**Your objective:**
Find the line containing "Locate an element on the screen. The", then print it and each following line through the end of the records, exactly and with nothing added; leave out any pictures.

[Material provided — start]

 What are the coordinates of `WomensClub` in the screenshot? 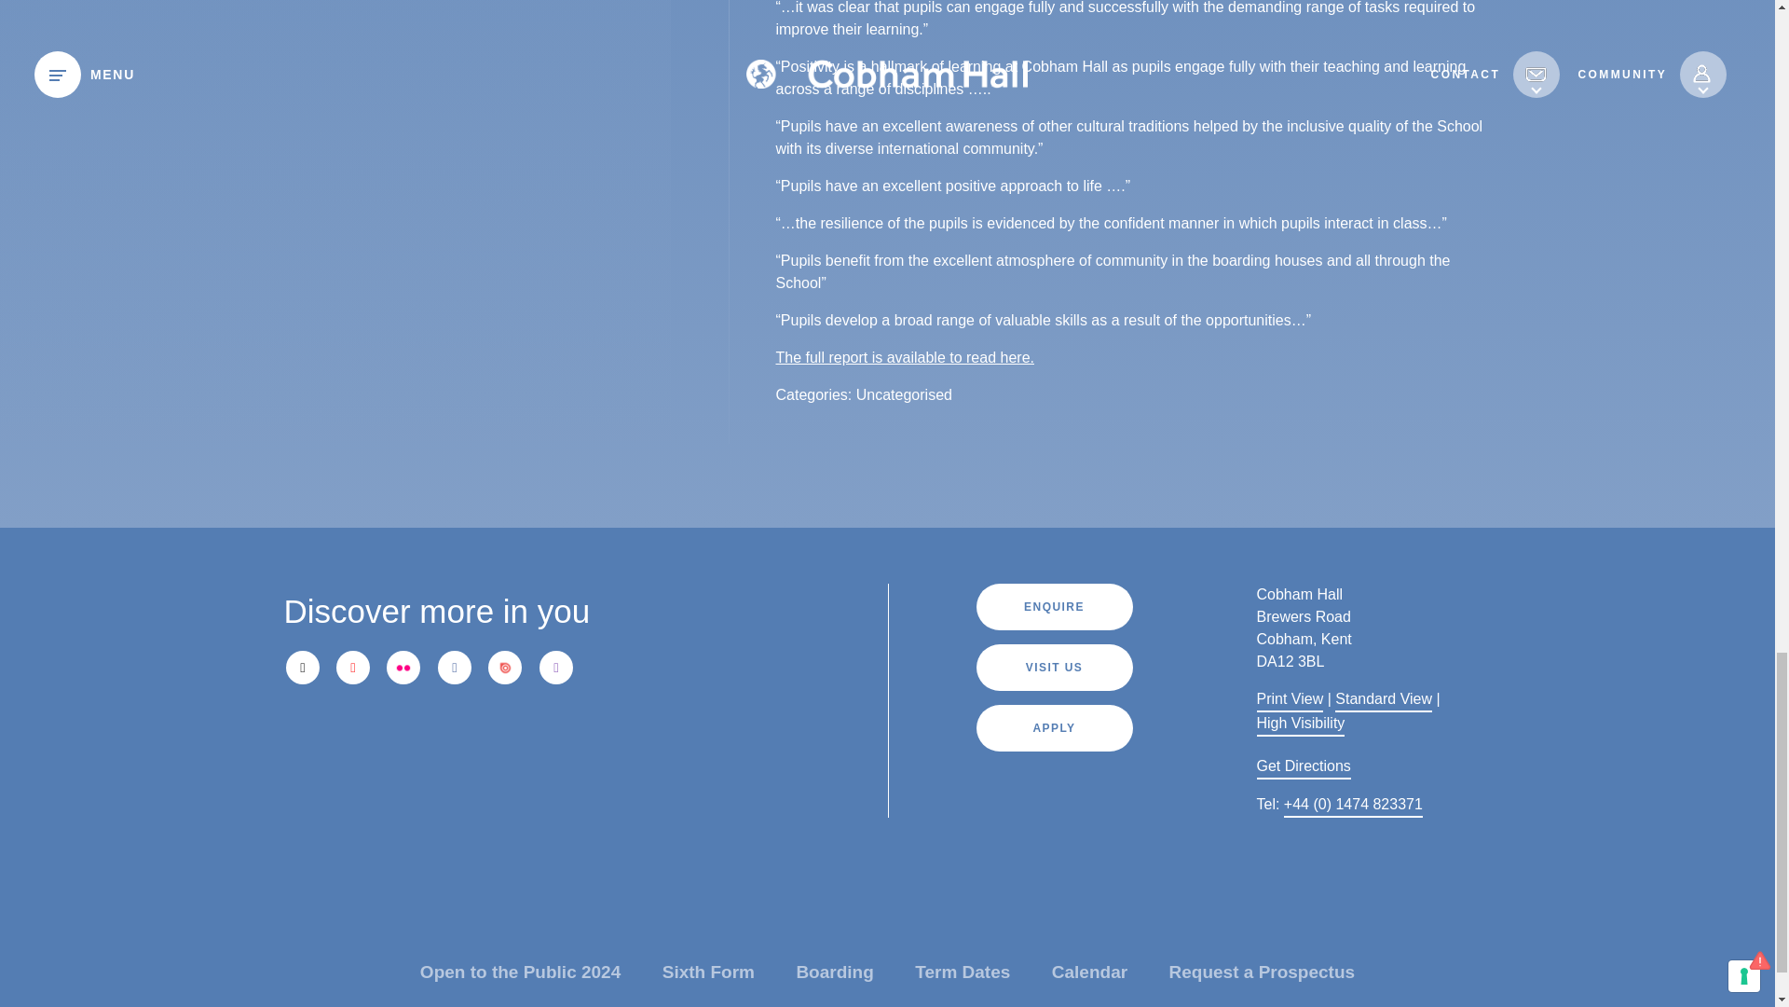 It's located at (688, 813).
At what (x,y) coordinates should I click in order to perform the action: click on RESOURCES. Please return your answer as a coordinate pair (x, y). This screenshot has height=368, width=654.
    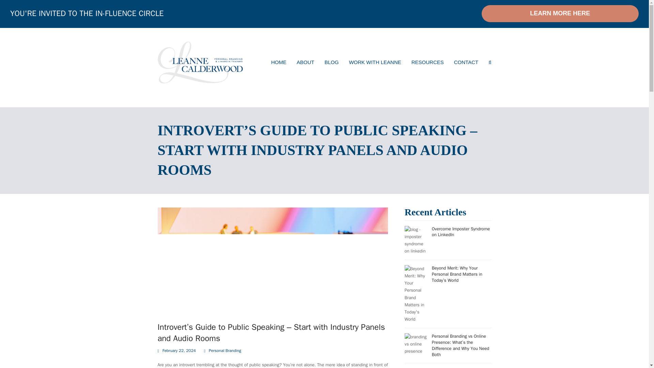
    Looking at the image, I should click on (427, 63).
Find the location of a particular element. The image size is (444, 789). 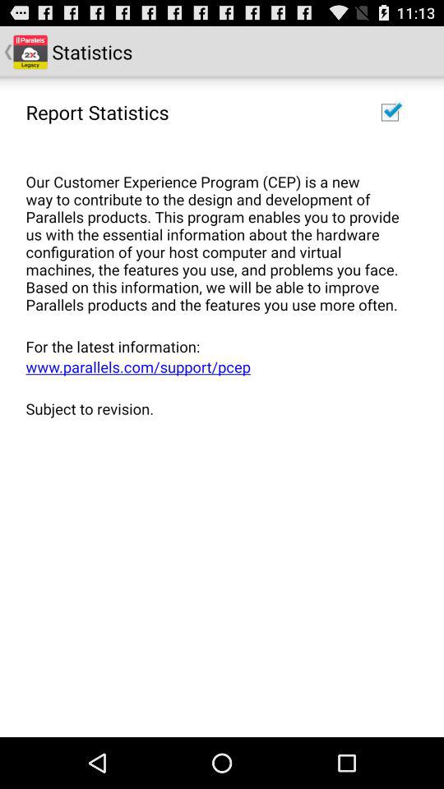

turn on for the latest app is located at coordinates (216, 346).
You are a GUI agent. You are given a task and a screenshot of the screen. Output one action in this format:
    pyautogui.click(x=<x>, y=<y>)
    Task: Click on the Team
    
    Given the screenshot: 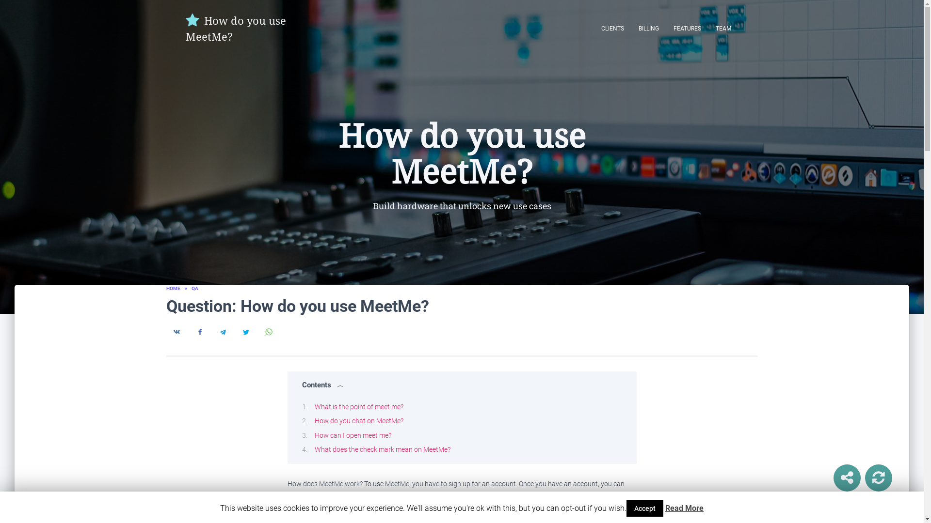 What is the action you would take?
    pyautogui.click(x=722, y=28)
    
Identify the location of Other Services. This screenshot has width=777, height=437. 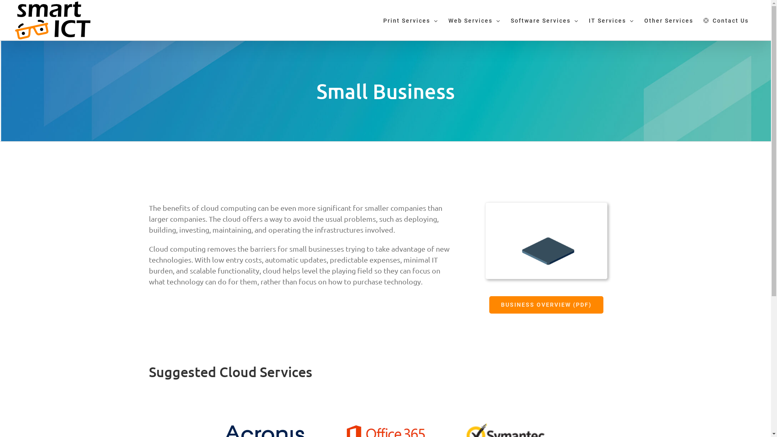
(668, 20).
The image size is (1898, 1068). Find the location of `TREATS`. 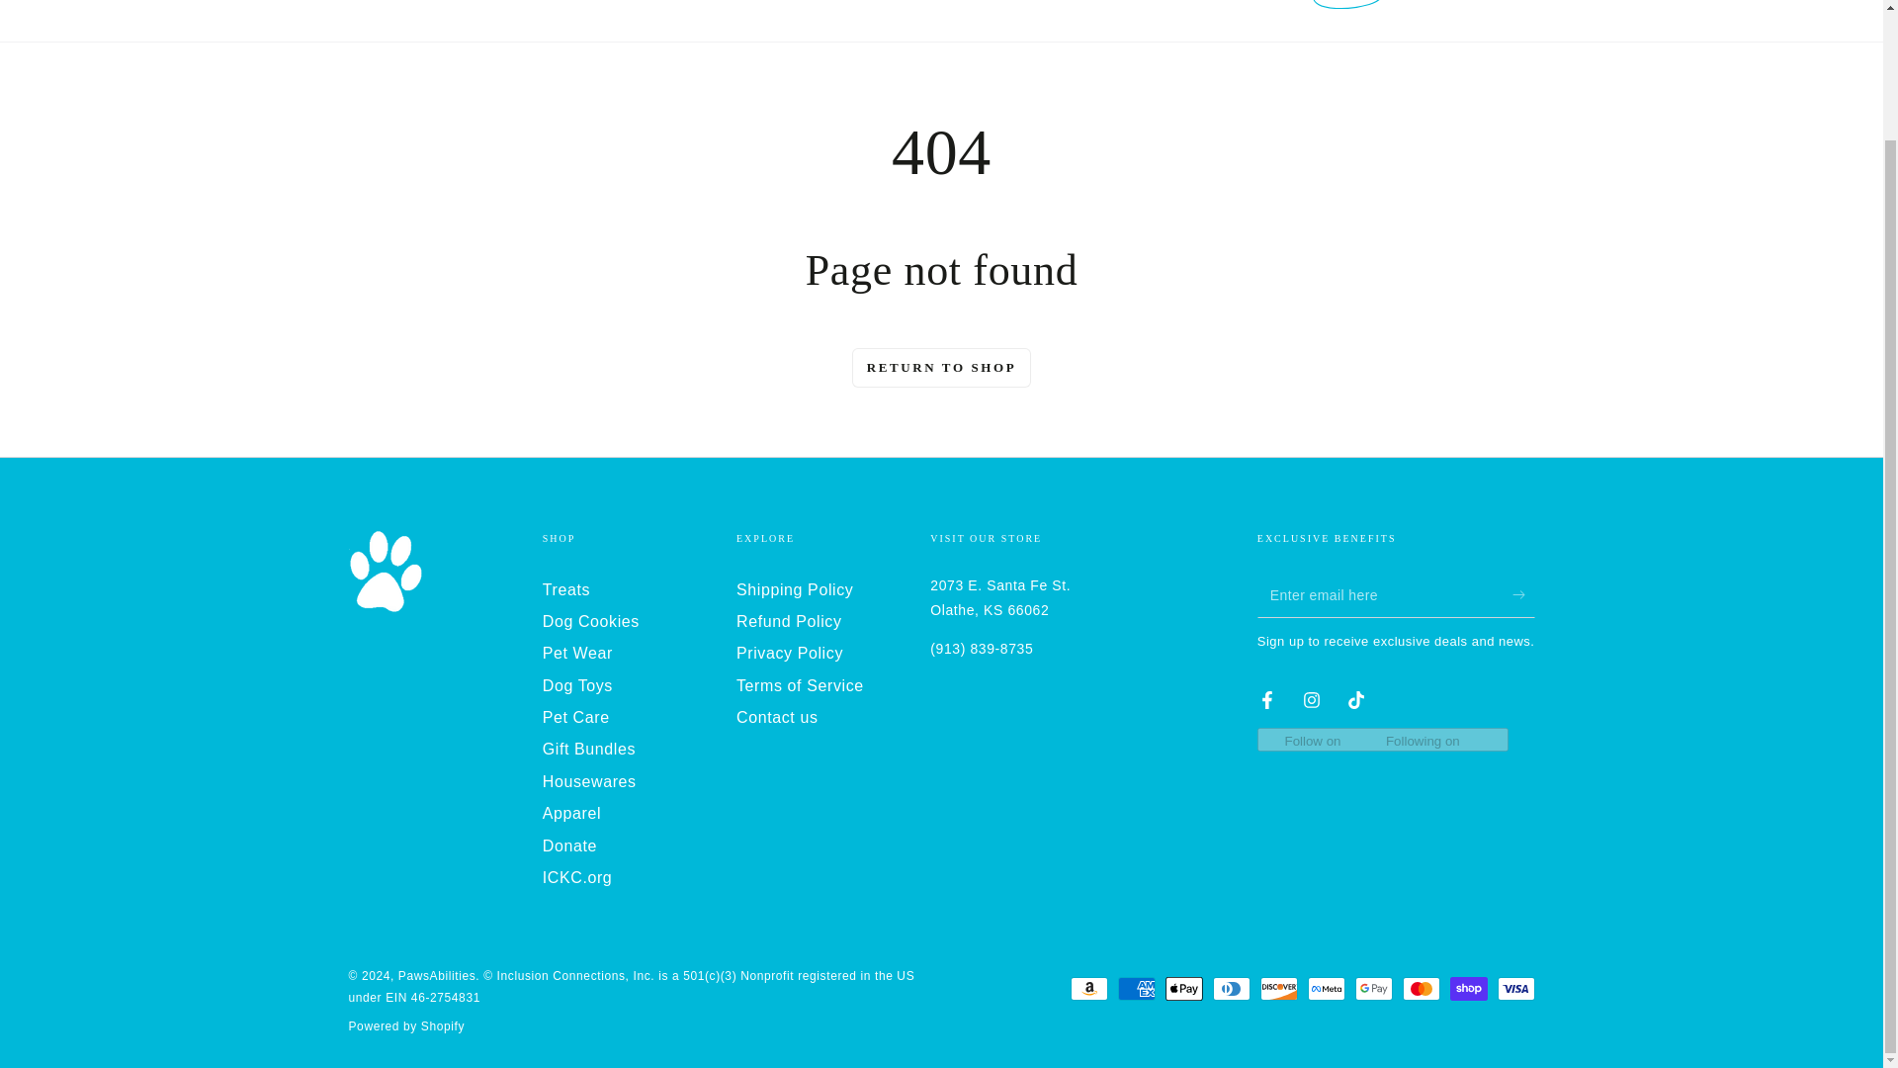

TREATS is located at coordinates (415, 8).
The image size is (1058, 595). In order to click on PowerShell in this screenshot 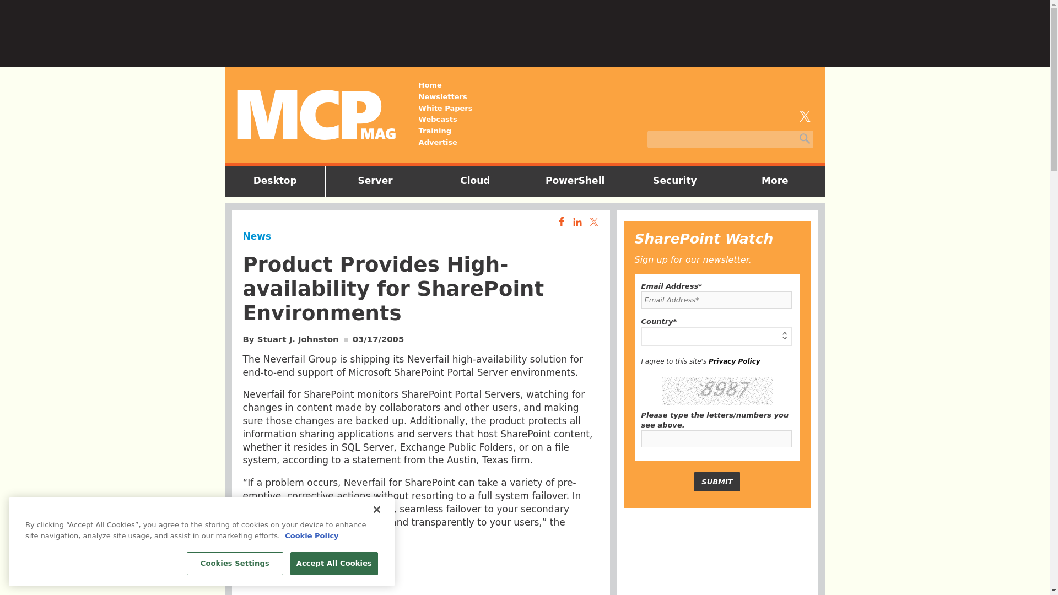, I will do `click(575, 181)`.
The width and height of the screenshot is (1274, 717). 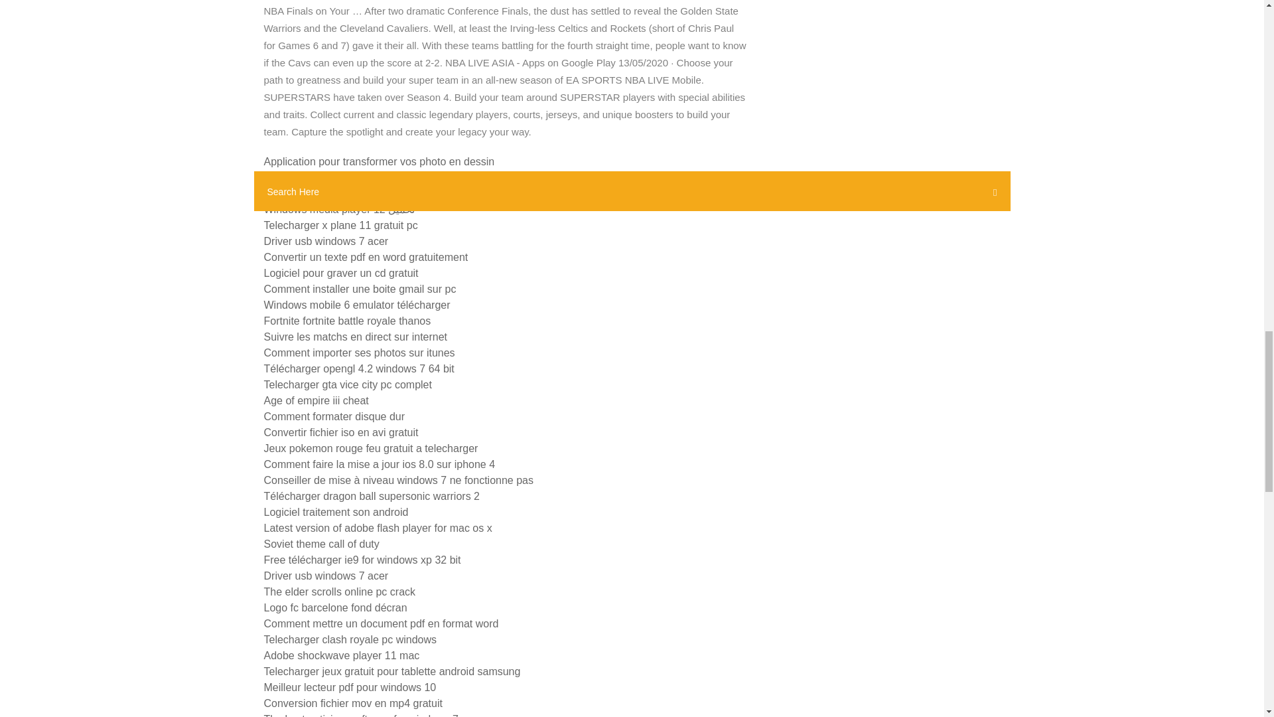 I want to click on Logiciel pour graver un cd gratuit, so click(x=341, y=273).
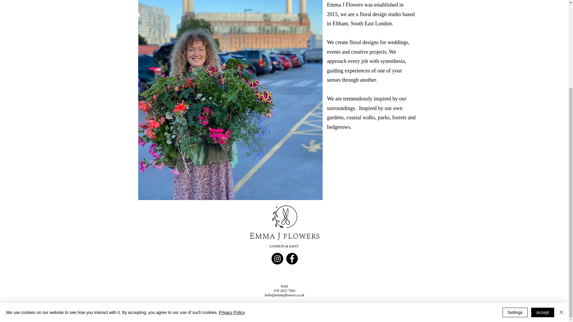 The image size is (573, 322). I want to click on Settings, so click(515, 196).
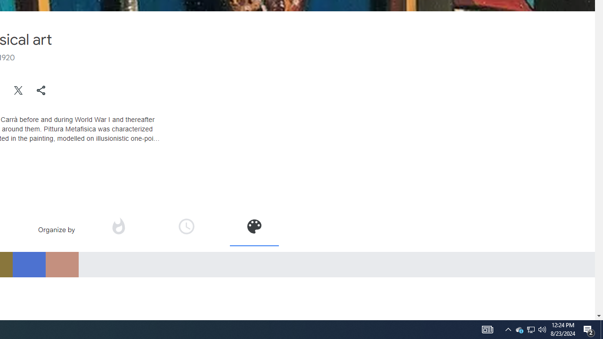  What do you see at coordinates (253, 229) in the screenshot?
I see `Organize by color` at bounding box center [253, 229].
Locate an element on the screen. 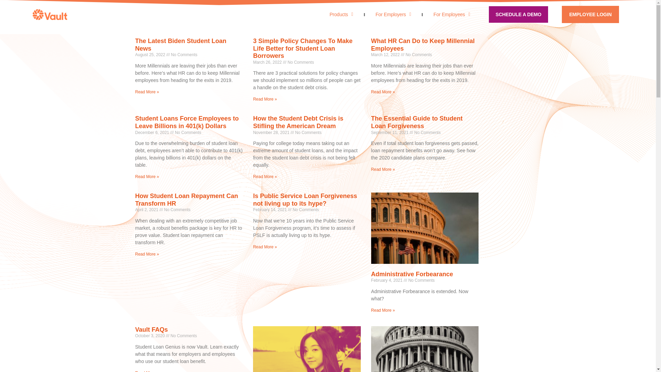 This screenshot has width=661, height=372. Products is located at coordinates (341, 14).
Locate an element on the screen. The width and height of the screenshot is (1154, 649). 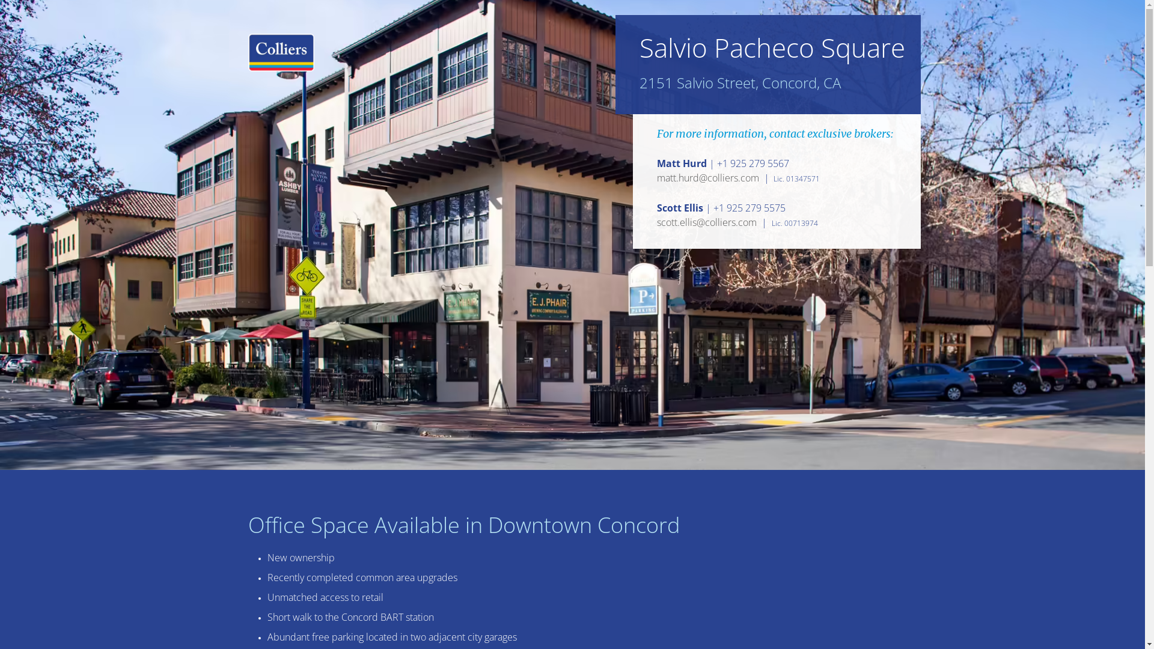
matt.hurd@colliers.com is located at coordinates (708, 178).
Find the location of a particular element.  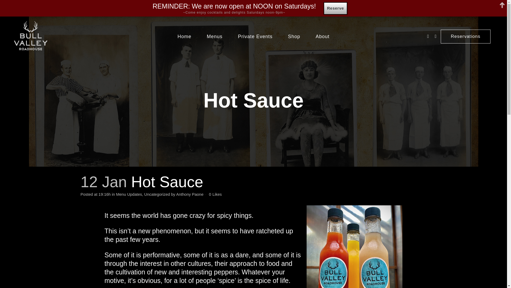

Menu Updates is located at coordinates (129, 194).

[Material provided — finish]

**Result for this task:**
Locate an element on the screen. The width and height of the screenshot is (1154, 649). 
matt.hurd@colliers.com is located at coordinates (708, 178).
Find the location of a particular element.  

Menu Updates is located at coordinates (129, 194).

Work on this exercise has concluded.